Exam time? Tips from a former regulator on how to prepare

Whether it comes from a doctor, a teacher, or a financial regulator, the word “exam” is rarely something to look forward to. Whatever the topic, it means some part of you, your work, or your business is about to face strict scrutiny. 

Exams are a sometimes-painful fact of life in financial services, but preparation can reduce the sting. When regulators come calling, have a good sense of what they’ll want to see, and how you plan to show it to them. 

Exams Are All About Risk

Financial regulations exist mainly to limit risk as it relates to investors, issuers, market stability/fairness, and other stakeholders and issues. 

Broadly speaking, regulators usually want to know how your firm takes risks, where your firm allocates risks, and whether your firm creates risks. They want to know if you act as an honest broker, a careful fiduciary, and a responsible market participant. Your probable responses to those questions are “yes, yes, and yes,” so how can you anticipate the areas on which regulators will focus? 

Here are some reliable indicators:

Consider how you make most of your money

An examiner is likely to explore the most lucrative practice or product line in your business. This is standard practice. Outsized revenue (or losses) can signal outsized risk-taking with client money. They will also want to look at high-volume lines of business that generate a disproportionate share of revenue, regardless of the risk—or lack thereof—to which they expose individual clients. Lax record-keeping and other risky, corner-cutting practices often plague high-volume lines of business

Trending Topics

Hot topics in financial regulation roughly correlate to social and political trends. Regulatory priorities evolve with political administrations, as well as market developments and crises. However, there’s no reason for your firm to get blindsided by changing priorities. 

Most regulators give clear signals of where they expect to focus their attention in exams, both through messaging from regulatory leaders in speeches and op-eds, and directly through advisories posted to their websites. 

For example, here are the 2025 exam priorities published by FINRA and the SEC. Read them and develop a proactive game plan for how your firm will address each topic area.

Consider prior audit challenges

If your firm faced regulatory discipline in prior periods, then you can be confident a regulatory exam will revisit the same areas to see if the previous deficiencies have been addressed. You’d be surprised how many firms overlook this. To rule out the possibility that past violations reflect an endemic flaw in your business practices, regulators look for evidence that you’ve taken appropriate steps to avoid similar violations. 

Make a regular, periodic practice of reviewing old violations, remedial measures you took at the time, and where those efforts stand today. You can gain significant credibility with examiners by speaking fluently and confidently about past violations, lessons learned, and firm-wide improvements.  

In many cases, it may build rapport and ethical credibility to thank examiners for identifying previous violations and thus helping to strengthen your compliance program. Conversely, you may lose credibility if you signal, even inadvertently, that you consider past discipline to have been unwarranted or consider it “no big deal.” 

Consider anything that escaped prior scrutiny or has changed

Reflect on your last regulatory exam and identify the practices or business lines that did not get attention or did not exist at the time. As a rule of thumb, if any of those practices or lines have changed significantly in terms of revenue generation or risk profile, then examiners will probably want to look at them. 

This applies to business shifts in either direction. Take an objective look at facets of your business that both materially succeeded and woefully failed since your last exam. Be prepared to explain those shifts, including significant costs that drove you away from a practice or line, efficiencies or opportunities that attracted you to another, and (most importantly) regulatory issues you recognized and addressed involving them.

Explore Enforcement and Rulemaking Efforts

Sometimes an individual regulator’s enforcement actions speak as loudly as annual regulatory guidance on exam priorities. Stay current on disciplinary actions by your examining regulator. Read the documentation carefully to determine if you have a similarly deficient process. It may be your last chance to fix the problem before the regulator finds it. 

You can stay up to date by reading press releases and enforcement filings on regulators’ websites (AscentAI automatically curates a proprietary library of these documents for you, across all regulators, which saves you the time of scouring regulatory websites). 

Treat anticipated rulemaking as a leading indicator of what regulators will care about next. Projected future rules may influence examiners in deciding what to dig into currently, so be sure to stay on top of these. 

The prospect of a regulatory exam does not need to be filled with mystery as well as dread. The steps above can help you answer regulator concerns in ways that lend credibility to your compliance regimen. In addition, utilizing regulatory compliance automation from AscentAI, like AscentHorizon and AscentFocus, you’ll be able to automatically log your decisions and actions and access reports to provide you with defensible proof of compliance during exams.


→ Prompt:
Copy all of the records word for word.
* * * * *
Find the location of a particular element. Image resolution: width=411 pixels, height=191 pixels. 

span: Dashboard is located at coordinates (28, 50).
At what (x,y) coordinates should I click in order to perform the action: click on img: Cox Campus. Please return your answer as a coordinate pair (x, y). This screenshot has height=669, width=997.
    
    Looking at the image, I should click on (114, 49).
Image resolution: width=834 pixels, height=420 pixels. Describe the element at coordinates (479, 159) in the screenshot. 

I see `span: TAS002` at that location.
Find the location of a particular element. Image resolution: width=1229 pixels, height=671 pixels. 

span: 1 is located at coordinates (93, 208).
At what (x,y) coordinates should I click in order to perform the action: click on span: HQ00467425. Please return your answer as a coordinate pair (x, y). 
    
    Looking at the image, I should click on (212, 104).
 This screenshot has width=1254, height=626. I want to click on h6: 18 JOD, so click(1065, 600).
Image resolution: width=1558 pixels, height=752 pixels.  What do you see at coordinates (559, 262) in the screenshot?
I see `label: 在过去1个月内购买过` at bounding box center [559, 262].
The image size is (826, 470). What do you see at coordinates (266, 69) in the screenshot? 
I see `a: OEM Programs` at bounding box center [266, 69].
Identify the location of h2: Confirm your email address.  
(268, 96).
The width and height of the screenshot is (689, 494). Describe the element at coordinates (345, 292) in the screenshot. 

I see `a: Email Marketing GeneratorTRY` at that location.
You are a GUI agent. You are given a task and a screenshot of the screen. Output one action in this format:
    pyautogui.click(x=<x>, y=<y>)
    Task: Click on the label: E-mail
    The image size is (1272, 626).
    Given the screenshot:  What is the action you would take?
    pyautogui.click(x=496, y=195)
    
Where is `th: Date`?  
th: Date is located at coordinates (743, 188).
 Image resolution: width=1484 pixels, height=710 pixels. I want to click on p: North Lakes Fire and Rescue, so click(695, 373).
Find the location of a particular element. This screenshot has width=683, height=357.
* * * * *
→ Result of the task:
Find the location of a particular element. Image resolution: width=411 pixels, height=191 pixels. 

span: Dashboard is located at coordinates (28, 50).
At what (x,y) coordinates should I click in order to perform the action: click on img: Cox Campus. Please return your answer as a coordinate pair (x, y). This screenshot has height=669, width=997.
    
    Looking at the image, I should click on (114, 49).
Image resolution: width=834 pixels, height=420 pixels. Describe the element at coordinates (479, 159) in the screenshot. 

I see `span: TAS002` at that location.
Find the location of a particular element. Image resolution: width=1229 pixels, height=671 pixels. 

span: 1 is located at coordinates (93, 208).
At what (x,y) coordinates should I click in order to perform the action: click on span: HQ00467425. Please return your answer as a coordinate pair (x, y). 
    
    Looking at the image, I should click on (212, 104).
 This screenshot has width=1254, height=626. I want to click on h6: 18 JOD, so click(1065, 600).
Image resolution: width=1558 pixels, height=752 pixels.  What do you see at coordinates (559, 262) in the screenshot?
I see `label: 在过去1个月内购买过` at bounding box center [559, 262].
The image size is (826, 470). What do you see at coordinates (266, 69) in the screenshot? 
I see `a: OEM Programs` at bounding box center [266, 69].
Identify the location of h2: Confirm your email address.  
(268, 96).
The width and height of the screenshot is (689, 494). Describe the element at coordinates (345, 292) in the screenshot. 

I see `a: Email Marketing GeneratorTRY` at that location.
You are a GUI agent. You are given a task and a screenshot of the screen. Output one action in this format:
    pyautogui.click(x=<x>, y=<y>)
    Task: Click on the label: E-mail
    The image size is (1272, 626).
    Given the screenshot:  What is the action you would take?
    pyautogui.click(x=496, y=195)
    
Where is `th: Date`?  
th: Date is located at coordinates (743, 188).
 Image resolution: width=1484 pixels, height=710 pixels. I want to click on p: North Lakes Fire and Rescue, so click(695, 373).
Find the location of a particular element. This screenshot has width=683, height=357.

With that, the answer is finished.